The Boring Company is scaling up its workforce in Nashville as tunneling operations for the Music City Loop move forward. The company announced an open hiring push this week, targeting electricians, mechanics, welders, engineers, safety technicians, and operations leaders — the full spectrum of trades and management roles needed to push a major underground transit project toward completion.

The hiring event is scheduled for Friday, June 5. The company's careers page lists open positions across construction management, civil and electrical engineering, software, legal, purchasing, recruiting, and safety — a breadth that reflects how much ground still needs to be covered before the first phase opens.
That first phase is targeted for late 2026, according to the project's public timeline.
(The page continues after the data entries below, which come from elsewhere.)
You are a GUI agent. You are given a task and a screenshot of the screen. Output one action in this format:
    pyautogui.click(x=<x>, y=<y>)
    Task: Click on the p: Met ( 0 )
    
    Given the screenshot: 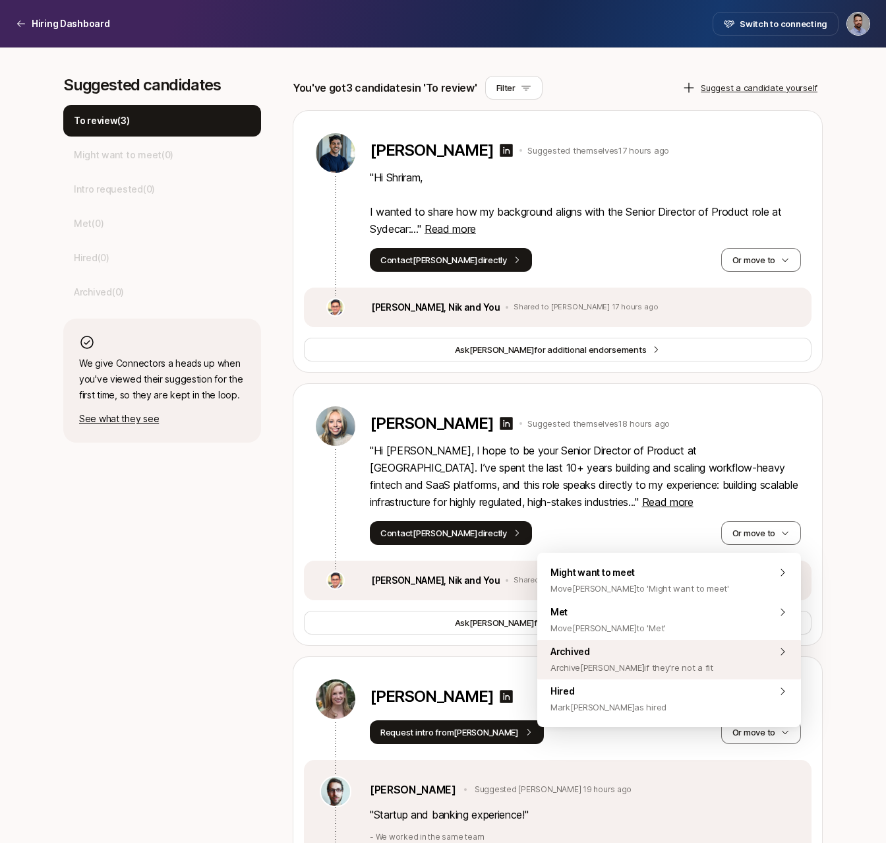 What is the action you would take?
    pyautogui.click(x=88, y=224)
    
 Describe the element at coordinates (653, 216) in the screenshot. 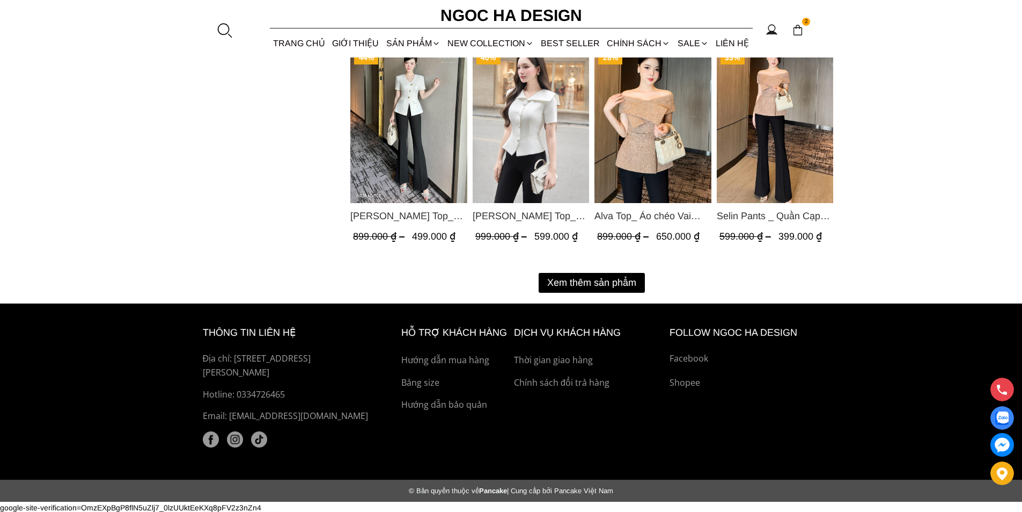

I see `span: Alva Top_ Áo chéo Vai Kèm Đai Màu Be A822` at that location.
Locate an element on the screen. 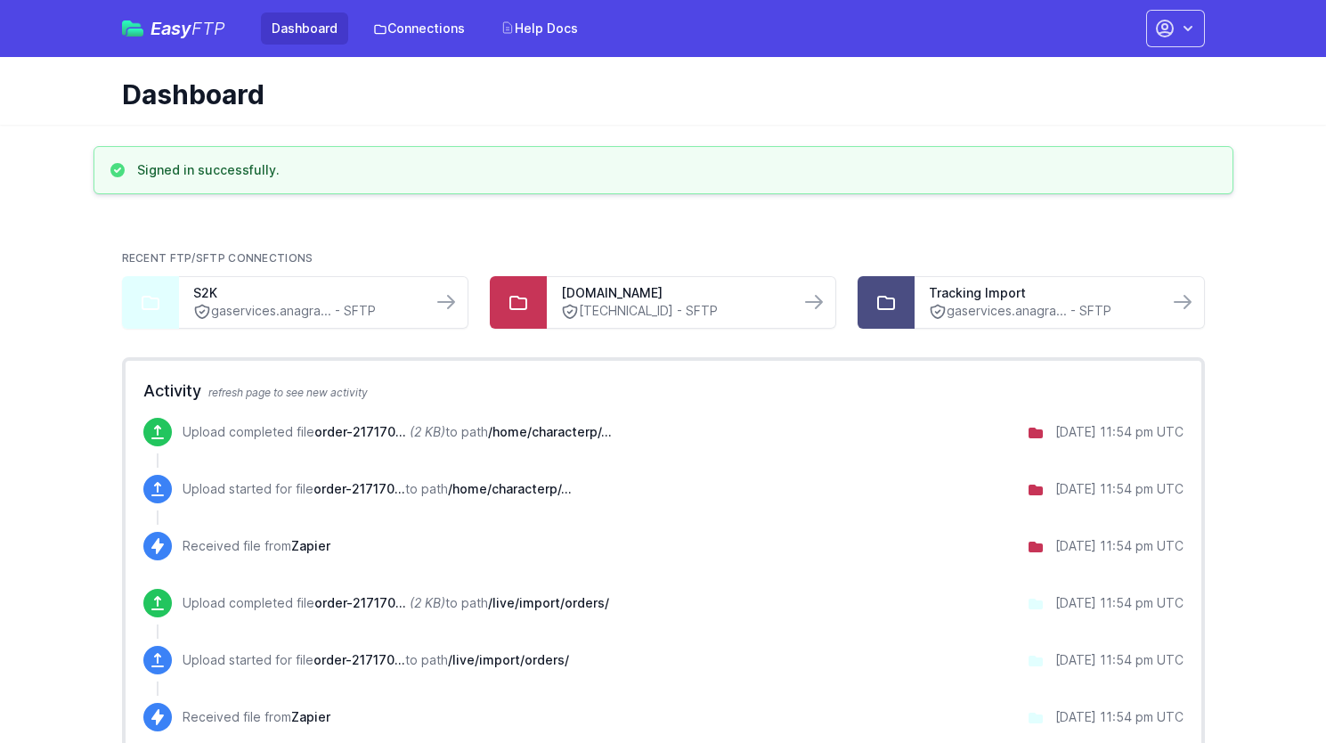 Image resolution: width=1326 pixels, height=743 pixels. span: Easy is located at coordinates (188, 29).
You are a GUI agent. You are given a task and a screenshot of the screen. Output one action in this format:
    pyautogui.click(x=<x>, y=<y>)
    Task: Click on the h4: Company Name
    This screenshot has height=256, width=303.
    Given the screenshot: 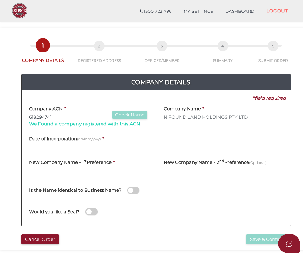 What is the action you would take?
    pyautogui.click(x=182, y=109)
    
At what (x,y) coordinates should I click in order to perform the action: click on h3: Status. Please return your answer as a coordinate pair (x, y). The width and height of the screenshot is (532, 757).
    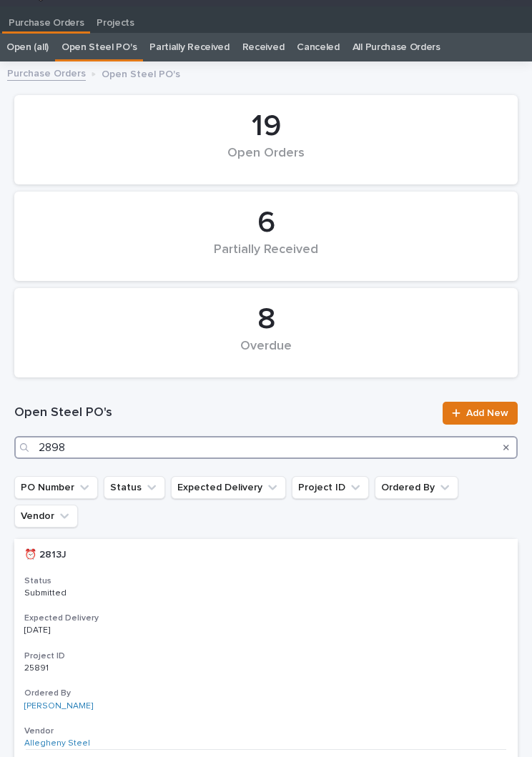
    Looking at the image, I should click on (266, 581).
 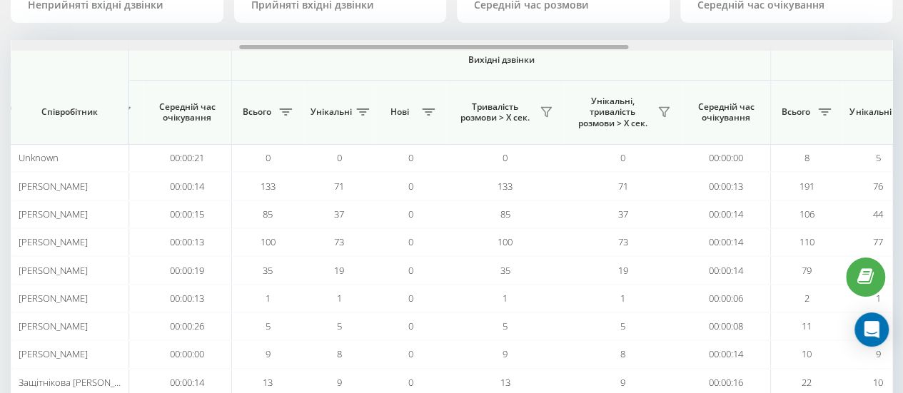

The full 13-mile route — connecting downtown Nashville, Music City Center, and Lower Broadway to Nashville International Airport (BNA) — is expected to be complete by 2029. The airport-to-downtown leg alone spans roughly 10 miles, with a projected travel time of around 10 minutes between BNA and Lower Broadway.
Construction moved fast once approvals landed. The Prufrock-MB1 tunneling machine was in the ground within hours of receiving final regulatory sign-off from TDOT and the Federal Highway Administration on February 25, 2026. A second machine, Prufrock-MB2, was expected to follow in March. The project is 100% privately funded, with estimated construction costs between $240 million and $300 million for the twin-tunnel system.
For Nashville residents watching the project from above, the workforce ramp-up is a concrete signal that the timeline is being taken seriously. The question now is whether the late-2026 target for the first operational segment holds as tunneling progresses deeper into the city.

David covers the EV industry, regulatory developments, and accessory ecosystem. 15+ years writing about consumer tech. Based in London.